Now when Blacky the Crow discovered that the eggs in the old tumble-down nest of Redtail the Hawk in a lonesome corner of the Green Forest belonged to Hooty the Owl, he straightway made the best of resolutions; he would simply forget all about those eggs. He would forget that he ever had seen them, and he would stay away from that corner of the Green Forest. That was a very wise resolution. Of all the people who live in the Green Forest, none is fiercer or more savage than Hooty the Owl, unless it is Mrs. Hooty. She is bigger than Hooty and certainly quite as much to be feared by the little people.

All this Blacky knows. No one knows it better. And Blacky is not one to poke his head into trouble with his eyes open. So he very wisely resolved to forget all about those eggs.
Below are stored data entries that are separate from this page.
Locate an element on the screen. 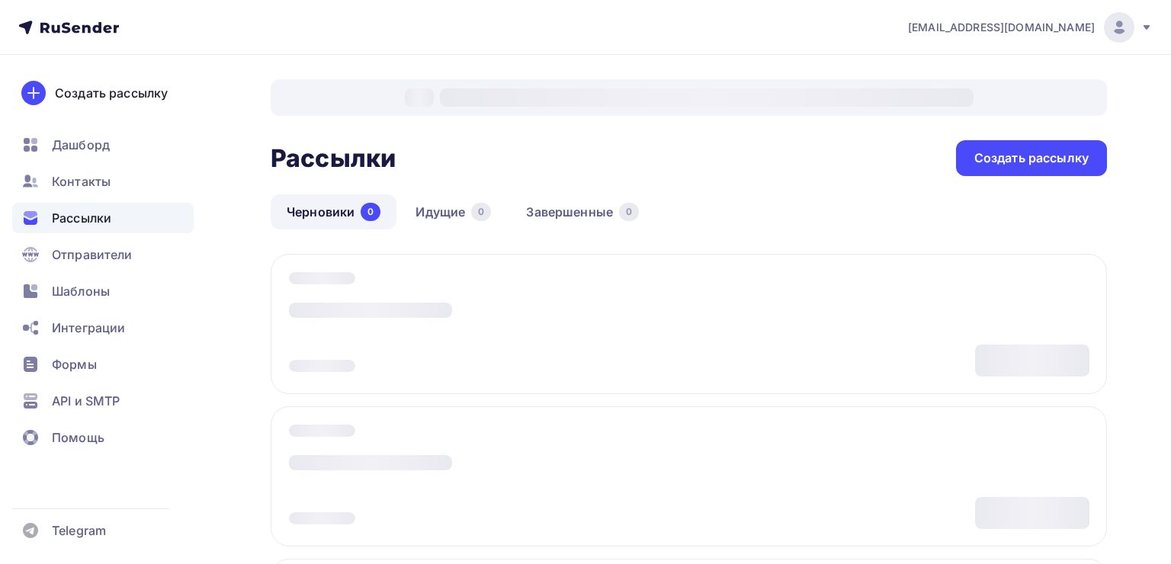 This screenshot has width=1171, height=564. a: Формы is located at coordinates (103, 364).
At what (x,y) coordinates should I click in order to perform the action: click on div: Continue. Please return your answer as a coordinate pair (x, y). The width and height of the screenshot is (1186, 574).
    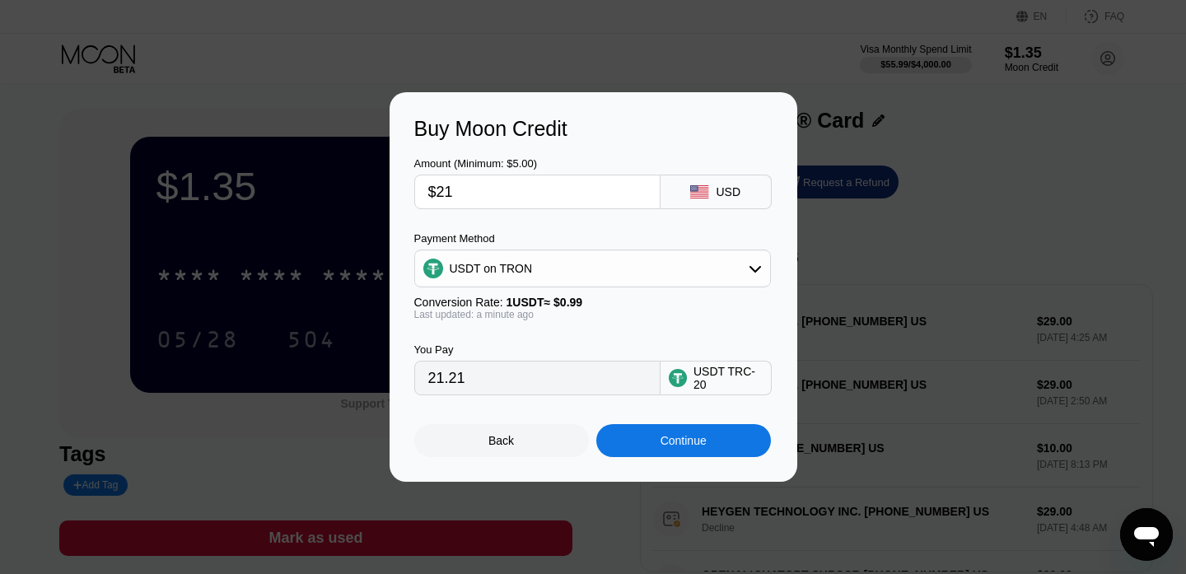
    Looking at the image, I should click on (684, 441).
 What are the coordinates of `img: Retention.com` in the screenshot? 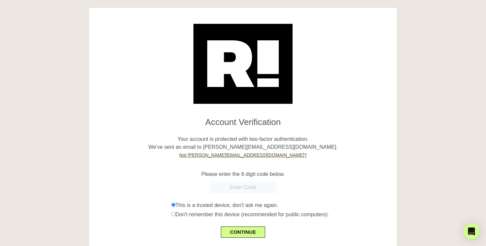 It's located at (243, 64).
Now it is one thing to make a resolution and quite another thing to live up to it, as you all know. It was easy enough to say that he would forget, but not at all easy to forget. It would have been different if it had been spring or early summer, when there were plenty of other eggs to be had by any one smart enough to find them and steal them. But now, when it was still winter (such an unheard-of time for any one to have eggs!), and it was hard work to find enough to keep a hungry Crow's stomach filled, the thought of those eggs would keep popping into his head. He just couldn't seem to forget them. After a little, he didn't try.

Now Blacky the Crow is very, very cunning. He is one of the smartest of all the little people who fly. No one can get into more mischief and still keep out of trouble than can Blacky the Crow. That is because he uses the wits in that black head of his. In fact, some people are unkind enough to say that he spends all his spare time in planning mischief. The more he thought of those eggs, the more he wanted them, and it wasn't long before he began to try to plan some way to get them without risking his own precious skin.

"I can't do it alone," thought he, "and yet if I take any one into my secret, I'll have to share those eggs. That won't do at all, because I want them myself. I found them, and I ought to have them." He quite forgot or overlooked the fact that those eggs really belonged to Hooty and Mrs. Hooty and to no one else. "Now let me see, what can I do?"

He thought and he thought and he thought and he thought, and little by little a plan worked out in his little black head. Then he chuckled. He chuckled right out loud, then hurriedly looked around to see if any one had heard him. No one had, so he chuckled again. He cocked his head on one side and half closed his eyes, as if that plan was something he could see and he was looking at it very hard. Then he cocked his head on the other side and did the same thing.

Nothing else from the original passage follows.